There came a royal order to Massachusetts, requiring the governor to arrest the fugitives. The governor and his officers were anxious to show their zeal in carrying out all the wishes of the new king, and so they gave a commission to two zealous young royalists, Thomas Kellond and Thomas Kirk, authorizing them to hunt through the colonies as far south as Manhattan Island for the missing judges and to bring them back to Boston.

The searchers set out at once, and went first to Governor Winthrop at Hartford. He gave them permission to arrest the regicides anywhere in the colony of Connecticut, but he assured them that he understood that the judges were not in his colony, but had gone on to the colony of New Haven. So they set forth again, and next day reached the town of Guilford, where they stopped to procure a warrant from Governor Leete, who lived there.

Governor Leete appeared to be very much surprised at the news the two men brought. He said that he didn't think the regicides were in New Haven. He took the papers bearing the orders of Governor Winthrop and read them in so loud a voice that the two men begged him to keep the matter more quiet, lest some traitors should overhear. Then he delayed furnishing them with fresh horses, and, the next day being Sunday, the pursuers were forced to wait over an extra day before they could continue their hunt.

In the meantime an Indian messenger was sent to New Haven in the night, to give warning of the pursuers. Then Governor Leete refused either to give the pursuers a warrant or to send men with them to arrest the regicides until he should have had a chance to consult with the magistrates, which meant that he himself would have to go to New Haven. The upshot of all this was that the pursuers stayed chafing in Guilford while the men they were hunting had plenty of time to escape.

John Davenport, the minister at New Haven, preached that Sunday morning to a congregation that had heard the news of the pursuit of the English judges. Davenport knew that the king of England had ordered the capture of the judges and that this colony of New Haven was part of the English realm. Yet, for the sake of mercy and justice, he urged his hearers to protect the fugitives who had taken refuge among them. Not in so many words did he urge it, but his hearers knew what he meant, for the text of his sermon, taken from the sixteenth chapter of Isaiah, read: "Take counsel, execute judgment, make thy shadow as the night in the midst of noonday; hide the outcasts, bewray not him that wandereth. Let mine outcasts dwell with thee; Moab, be thou a covert to them from the face of the spoiler." The congregation understood his meaning.

Early Monday morning Kellond and Kirk rode into New Haven, where the people met them with surly faces. They had to wait until Governor Leete arrived, and when he did he refused to take any steps in the matter until he had called the freemen together. The two pursuers, now growing angry, told the governor flatly that it looked to them as if he wanted the regicides to escape. Spurred on by this the governor called the magistrates together, but their decision was that they would have to call a meeting of the general court.

More exasperated than ever, the two hunters spoke plainly to Governor Leete. They pointed out that he was not behaving as loyally as the governors of Massachusetts and Connecticut had; they warned him against giving aid to traitors, and then they flatly asked whether he meant to obey King Charles or not.

"We honor His Majesty," answered Governor Leete, "but we have tender consciences."

The pursuers lodged at a little inn in New Haven. There the governor went that evening, and taking one of them by the hand, said, "I wish I had been a plowman, and had never been in office, since I find it so weighty."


**Instructions to follow**
Leave out the images and repeat every entry below exactly.

********

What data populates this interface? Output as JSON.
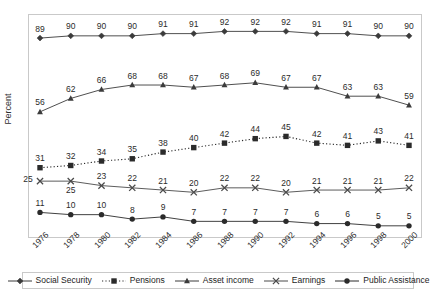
{
  "chart_data": {
    "type": "line",
    "title": "",
    "xlabel": "",
    "ylabel": "Percent",
    "categories": [
      "1976",
      "1978",
      "1980",
      "1982",
      "1984",
      "1986",
      "1988",
      "1990",
      "1992",
      "1994",
      "1996",
      "1998",
      "2000"
    ],
    "ylim": [
      0,
      100
    ],
    "grid": false,
    "legend_position": "bottom",
    "series": [
      {
        "name": "Social Security",
        "marker": "diamond",
        "line_style": "solid",
        "color": "#3b3b3b",
        "values": [
          89,
          90,
          90,
          90,
          91,
          91,
          92,
          92,
          92,
          91,
          91,
          90,
          90
        ]
      },
      {
        "name": "Pensions",
        "marker": "square",
        "line_style": "dotted",
        "color": "#2b2b2b",
        "values": [
          31,
          32,
          34,
          35,
          38,
          40,
          42,
          44,
          45,
          42,
          41,
          43,
          41
        ]
      },
      {
        "name": "Asset income",
        "marker": "triangle",
        "line_style": "solid",
        "color": "#3b3b3b",
        "values": [
          56,
          62,
          66,
          68,
          68,
          67,
          68,
          69,
          67,
          67,
          63,
          63,
          59
        ]
      },
      {
        "name": "Earnings",
        "marker": "cross",
        "line_style": "solid",
        "color": "#4a4a4a",
        "values": [
          25,
          25,
          23,
          22,
          21,
          20,
          22,
          22,
          20,
          21,
          21,
          21,
          22
        ]
      },
      {
        "name": "Public Assistance",
        "marker": "circle",
        "line_style": "solid",
        "color": "#2b2b2b",
        "values": [
          11,
          10,
          10,
          8,
          9,
          7,
          7,
          7,
          7,
          6,
          6,
          5,
          5
        ]
      }
    ]
  },
  "axis": {
    "y_label": "Percent"
  },
  "legend": {
    "items": [
      {
        "label": "Social Security"
      },
      {
        "label": "Pensions"
      },
      {
        "label": "Asset income"
      },
      {
        "label": "Earnings"
      },
      {
        "label": "Public Assistance"
      }
    ]
  },
  "style": {
    "plot_border_color": "#c9c9c9",
    "background": "#ffffff",
    "label_color": "#2b2b2b"
  }
}
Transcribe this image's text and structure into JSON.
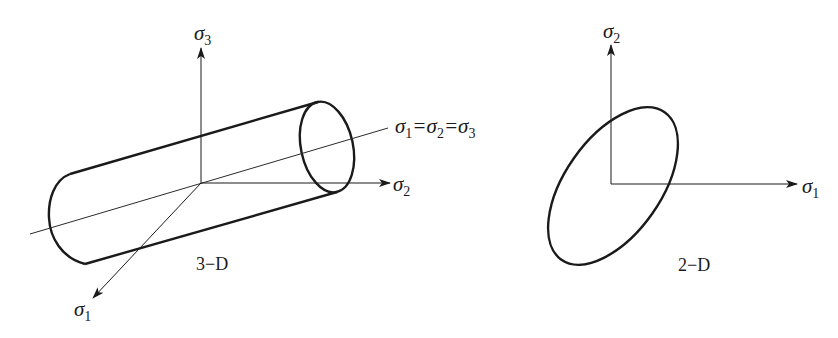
{
  "figure": {
    "panels": [
      {
        "id": "3d",
        "caption": "3−D",
        "axes": [
          {
            "symbol": "σ",
            "subscript": "3",
            "direction": "up"
          },
          {
            "symbol": "σ",
            "subscript": "2",
            "direction": "right"
          },
          {
            "symbol": "σ",
            "subscript": "1",
            "direction": "down-left"
          }
        ],
        "hydrostatic_line_label": {
          "parts": [
            "σ",
            "1",
            "=σ",
            "2",
            "=σ",
            "3"
          ]
        },
        "surface": "cylinder"
      },
      {
        "id": "2d",
        "caption": "2−D",
        "axes": [
          {
            "symbol": "σ",
            "subscript": "2",
            "direction": "up"
          },
          {
            "symbol": "σ",
            "subscript": "1",
            "direction": "right"
          }
        ],
        "surface": "ellipse"
      }
    ]
  }
}
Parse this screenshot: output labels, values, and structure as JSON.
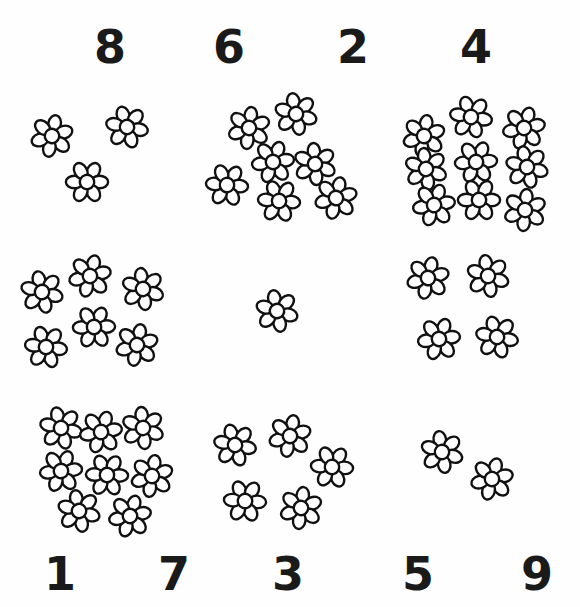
{
  "worksheet": {
    "title": "Count the flowers worksheet",
    "background_color": "#fefefe",
    "ink_color": "#111111",
    "numeral_color": "#1a1a1a"
  },
  "top_numerals": [
    {
      "label": "8",
      "x": 94,
      "y": 24
    },
    {
      "label": "6",
      "x": 213,
      "y": 24
    },
    {
      "label": "2",
      "x": 337,
      "y": 24
    },
    {
      "label": "4",
      "x": 460,
      "y": 24
    }
  ],
  "bottom_numerals": [
    {
      "label": "1",
      "x": 44,
      "y": 551
    },
    {
      "label": "7",
      "x": 158,
      "y": 551
    },
    {
      "label": "3",
      "x": 272,
      "y": 551
    },
    {
      "label": "5",
      "x": 402,
      "y": 551
    },
    {
      "label": "9",
      "x": 521,
      "y": 551
    }
  ],
  "flower_groups": [
    {
      "name": "group-row1-col1",
      "count": 3,
      "flowers": [
        {
          "x": 28,
          "y": 112,
          "rot": 12
        },
        {
          "x": 103,
          "y": 103,
          "rot": -18
        },
        {
          "x": 63,
          "y": 158,
          "rot": 30
        }
      ]
    },
    {
      "name": "group-row1-col2",
      "count": 7,
      "flowers": [
        {
          "x": 225,
          "y": 104,
          "rot": 8
        },
        {
          "x": 272,
          "y": 90,
          "rot": -12
        },
        {
          "x": 249,
          "y": 138,
          "rot": 22
        },
        {
          "x": 291,
          "y": 140,
          "rot": -5
        },
        {
          "x": 203,
          "y": 161,
          "rot": 35
        },
        {
          "x": 255,
          "y": 177,
          "rot": -25
        },
        {
          "x": 312,
          "y": 174,
          "rot": 14
        }
      ]
    },
    {
      "name": "group-row1-col3",
      "count": 9,
      "flowers": [
        {
          "x": 400,
          "y": 112,
          "rot": 10
        },
        {
          "x": 447,
          "y": 93,
          "rot": -20
        },
        {
          "x": 500,
          "y": 104,
          "rot": 18
        },
        {
          "x": 402,
          "y": 145,
          "rot": -8
        },
        {
          "x": 452,
          "y": 138,
          "rot": 26
        },
        {
          "x": 503,
          "y": 143,
          "rot": -14
        },
        {
          "x": 410,
          "y": 181,
          "rot": 20
        },
        {
          "x": 455,
          "y": 176,
          "rot": -30
        },
        {
          "x": 501,
          "y": 186,
          "rot": 6
        }
      ]
    },
    {
      "name": "group-row2-col1",
      "count": 6,
      "flowers": [
        {
          "x": 18,
          "y": 268,
          "rot": -14
        },
        {
          "x": 66,
          "y": 252,
          "rot": 16
        },
        {
          "x": 119,
          "y": 265,
          "rot": -8
        },
        {
          "x": 70,
          "y": 303,
          "rot": 28
        },
        {
          "x": 22,
          "y": 323,
          "rot": -22
        },
        {
          "x": 113,
          "y": 321,
          "rot": 12
        }
      ]
    },
    {
      "name": "group-row2-col2",
      "count": 1,
      "flowers": [
        {
          "x": 253,
          "y": 287,
          "rot": -12
        }
      ]
    },
    {
      "name": "group-row2-col3",
      "count": 4,
      "flowers": [
        {
          "x": 404,
          "y": 254,
          "rot": 14
        },
        {
          "x": 464,
          "y": 252,
          "rot": -10
        },
        {
          "x": 415,
          "y": 315,
          "rot": 22
        },
        {
          "x": 473,
          "y": 313,
          "rot": -18
        }
      ]
    },
    {
      "name": "group-row3-col1",
      "count": 8,
      "flowers": [
        {
          "x": 37,
          "y": 404,
          "rot": -16
        },
        {
          "x": 77,
          "y": 408,
          "rot": 20
        },
        {
          "x": 119,
          "y": 404,
          "rot": -6
        },
        {
          "x": 37,
          "y": 447,
          "rot": 24
        },
        {
          "x": 83,
          "y": 451,
          "rot": -28
        },
        {
          "x": 128,
          "y": 452,
          "rot": 10
        },
        {
          "x": 55,
          "y": 487,
          "rot": -12
        },
        {
          "x": 106,
          "y": 492,
          "rot": 18
        }
      ]
    },
    {
      "name": "group-row3-col2",
      "count": 5,
      "flowers": [
        {
          "x": 211,
          "y": 421,
          "rot": -18
        },
        {
          "x": 266,
          "y": 412,
          "rot": 12
        },
        {
          "x": 308,
          "y": 443,
          "rot": 34
        },
        {
          "x": 221,
          "y": 477,
          "rot": -26
        },
        {
          "x": 277,
          "y": 484,
          "rot": 8
        }
      ]
    },
    {
      "name": "group-row3-col3",
      "count": 2,
      "flowers": [
        {
          "x": 418,
          "y": 428,
          "rot": -10
        },
        {
          "x": 468,
          "y": 455,
          "rot": 16
        }
      ]
    }
  ]
}
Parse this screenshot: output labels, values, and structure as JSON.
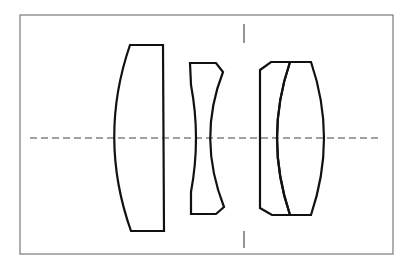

********

**Exercise result**
What data populates this interface? Output as JSON.
{
  "chart_data": {
    "type": "line",
    "title": "",
    "xlabel": "",
    "ylabel": "Percent",
    "categories": [
      "1976",
      "1978",
      "1980",
      "1982",
      "1984",
      "1986",
      "1988",
      "1990",
      "1992",
      "1994",
      "1996",
      "1998",
      "2000"
    ],
    "ylim": [
      0,
      100
    ],
    "grid": false,
    "legend_position": "bottom",
    "series": [
      {
        "name": "Social Security",
        "marker": "diamond",
        "line_style": "solid",
        "color": "#3b3b3b",
        "values": [
          89,
          90,
          90,
          90,
          91,
          91,
          92,
          92,
          92,
          91,
          91,
          90,
          90
        ]
      },
      {
        "name": "Pensions",
        "marker": "square",
        "line_style": "dotted",
        "color": "#2b2b2b",
        "values": [
          31,
          32,
          34,
          35,
          38,
          40,
          42,
          44,
          45,
          42,
          41,
          43,
          41
        ]
      },
      {
        "name": "Asset income",
        "marker": "triangle",
        "line_style": "solid",
        "color": "#3b3b3b",
        "values": [
          56,
          62,
          66,
          68,
          68,
          67,
          68,
          69,
          67,
          67,
          63,
          63,
          59
        ]
      },
      {
        "name": "Earnings",
        "marker": "cross",
        "line_style": "solid",
        "color": "#4a4a4a",
        "values": [
          25,
          25,
          23,
          22,
          21,
          20,
          22,
          22,
          20,
          21,
          21,
          21,
          22
        ]
      },
      {
        "name": "Public Assistance",
        "marker": "circle",
        "line_style": "solid",
        "color": "#2b2b2b",
        "values": [
          11,
          10,
          10,
          8,
          9,
          7,
          7,
          7,
          7,
          6,
          6,
          5,
          5
        ]
      }
    ]
  },
  "axis": {
    "y_label": "Percent"
  },
  "legend": {
    "items": [
      {
        "label": "Social Security"
      },
      {
        "label": "Pensions"
      },
      {
        "label": "Asset income"
      },
      {
        "label": "Earnings"
      },
      {
        "label": "Public Assistance"
      }
    ]
  },
  "style": {
    "plot_border_color": "#c9c9c9",
    "background": "#ffffff",
    "label_color": "#2b2b2b"
  }
}
Transcribe this image's text and structure into JSON.
{
  "figure": {
    "panels": [
      {
        "id": "3d",
        "caption": "3−D",
        "axes": [
          {
            "symbol": "σ",
            "subscript": "3",
            "direction": "up"
          },
          {
            "symbol": "σ",
            "subscript": "2",
            "direction": "right"
          },
          {
            "symbol": "σ",
            "subscript": "1",
            "direction": "down-left"
          }
        ],
        "hydrostatic_line_label": {
          "parts": [
            "σ",
            "1",
            "=σ",
            "2",
            "=σ",
            "3"
          ]
        },
        "surface": "cylinder"
      },
      {
        "id": "2d",
        "caption": "2−D",
        "axes": [
          {
            "symbol": "σ",
            "subscript": "2",
            "direction": "up"
          },
          {
            "symbol": "σ",
            "subscript": "1",
            "direction": "right"
          }
        ],
        "surface": "ellipse"
      }
    ]
  }
}
Parse this screenshot: output labels, values, and structure as JSON.
{
  "worksheet": {
    "title": "Count the flowers worksheet",
    "background_color": "#fefefe",
    "ink_color": "#111111",
    "numeral_color": "#1a1a1a"
  },
  "top_numerals": [
    {
      "label": "8",
      "x": 94,
      "y": 24
    },
    {
      "label": "6",
      "x": 213,
      "y": 24
    },
    {
      "label": "2",
      "x": 337,
      "y": 24
    },
    {
      "label": "4",
      "x": 460,
      "y": 24
    }
  ],
  "bottom_numerals": [
    {
      "label": "1",
      "x": 44,
      "y": 551
    },
    {
      "label": "7",
      "x": 158,
      "y": 551
    },
    {
      "label": "3",
      "x": 272,
      "y": 551
    },
    {
      "label": "5",
      "x": 402,
      "y": 551
    },
    {
      "label": "9",
      "x": 521,
      "y": 551
    }
  ],
  "flower_groups": [
    {
      "name": "group-row1-col1",
      "count": 3,
      "flowers": [
        {
          "x": 28,
          "y": 112,
          "rot": 12
        },
        {
          "x": 103,
          "y": 103,
          "rot": -18
        },
        {
          "x": 63,
          "y": 158,
          "rot": 30
        }
      ]
    },
    {
      "name": "group-row1-col2",
      "count": 7,
      "flowers": [
        {
          "x": 225,
          "y": 104,
          "rot": 8
        },
        {
          "x": 272,
          "y": 90,
          "rot": -12
        },
        {
          "x": 249,
          "y": 138,
          "rot": 22
        },
        {
          "x": 291,
          "y": 140,
          "rot": -5
        },
        {
          "x": 203,
          "y": 161,
          "rot": 35
        },
        {
          "x": 255,
          "y": 177,
          "rot": -25
        },
        {
          "x": 312,
          "y": 174,
          "rot": 14
        }
      ]
    },
    {
      "name": "group-row1-col3",
      "count": 9,
      "flowers": [
        {
          "x": 400,
          "y": 112,
          "rot": 10
        },
        {
          "x": 447,
          "y": 93,
          "rot": -20
        },
        {
          "x": 500,
          "y": 104,
          "rot": 18
        },
        {
          "x": 402,
          "y": 145,
          "rot": -8
        },
        {
          "x": 452,
          "y": 138,
          "rot": 26
        },
        {
          "x": 503,
          "y": 143,
          "rot": -14
        },
        {
          "x": 410,
          "y": 181,
          "rot": 20
        },
        {
          "x": 455,
          "y": 176,
          "rot": -30
        },
        {
          "x": 501,
          "y": 186,
          "rot": 6
        }
      ]
    },
    {
      "name": "group-row2-col1",
      "count": 6,
      "flowers": [
        {
          "x": 18,
          "y": 268,
          "rot": -14
        },
        {
          "x": 66,
          "y": 252,
          "rot": 16
        },
        {
          "x": 119,
          "y": 265,
          "rot": -8
        },
        {
          "x": 70,
          "y": 303,
          "rot": 28
        },
        {
          "x": 22,
          "y": 323,
          "rot": -22
        },
        {
          "x": 113,
          "y": 321,
          "rot": 12
        }
      ]
    },
    {
      "name": "group-row2-col2",
      "count": 1,
      "flowers": [
        {
          "x": 253,
          "y": 287,
          "rot": -12
        }
      ]
    },
    {
      "name": "group-row2-col3",
      "count": 4,
      "flowers": [
        {
          "x": 404,
          "y": 254,
          "rot": 14
        },
        {
          "x": 464,
          "y": 252,
          "rot": -10
        },
        {
          "x": 415,
          "y": 315,
          "rot": 22
        },
        {
          "x": 473,
          "y": 313,
          "rot": -18
        }
      ]
    },
    {
      "name": "group-row3-col1",
      "count": 8,
      "flowers": [
        {
          "x": 37,
          "y": 404,
          "rot": -16
        },
        {
          "x": 77,
          "y": 408,
          "rot": 20
        },
        {
          "x": 119,
          "y": 404,
          "rot": -6
        },
        {
          "x": 37,
          "y": 447,
          "rot": 24
        },
        {
          "x": 83,
          "y": 451,
          "rot": -28
        },
        {
          "x": 128,
          "y": 452,
          "rot": 10
        },
        {
          "x": 55,
          "y": 487,
          "rot": -12
        },
        {
          "x": 106,
          "y": 492,
          "rot": 18
        }
      ]
    },
    {
      "name": "group-row3-col2",
      "count": 5,
      "flowers": [
        {
          "x": 211,
          "y": 421,
          "rot": -18
        },
        {
          "x": 266,
          "y": 412,
          "rot": 12
        },
        {
          "x": 308,
          "y": 443,
          "rot": 34
        },
        {
          "x": 221,
          "y": 477,
          "rot": -26
        },
        {
          "x": 277,
          "y": 484,
          "rot": 8
        }
      ]
    },
    {
      "name": "group-row3-col3",
      "count": 2,
      "flowers": [
        {
          "x": 418,
          "y": 428,
          "rot": -10
        },
        {
          "x": 468,
          "y": 455,
          "rot": 16
        }
      ]
    }
  ]
}
Parse this screenshot: output labels, values, and structure as JSON.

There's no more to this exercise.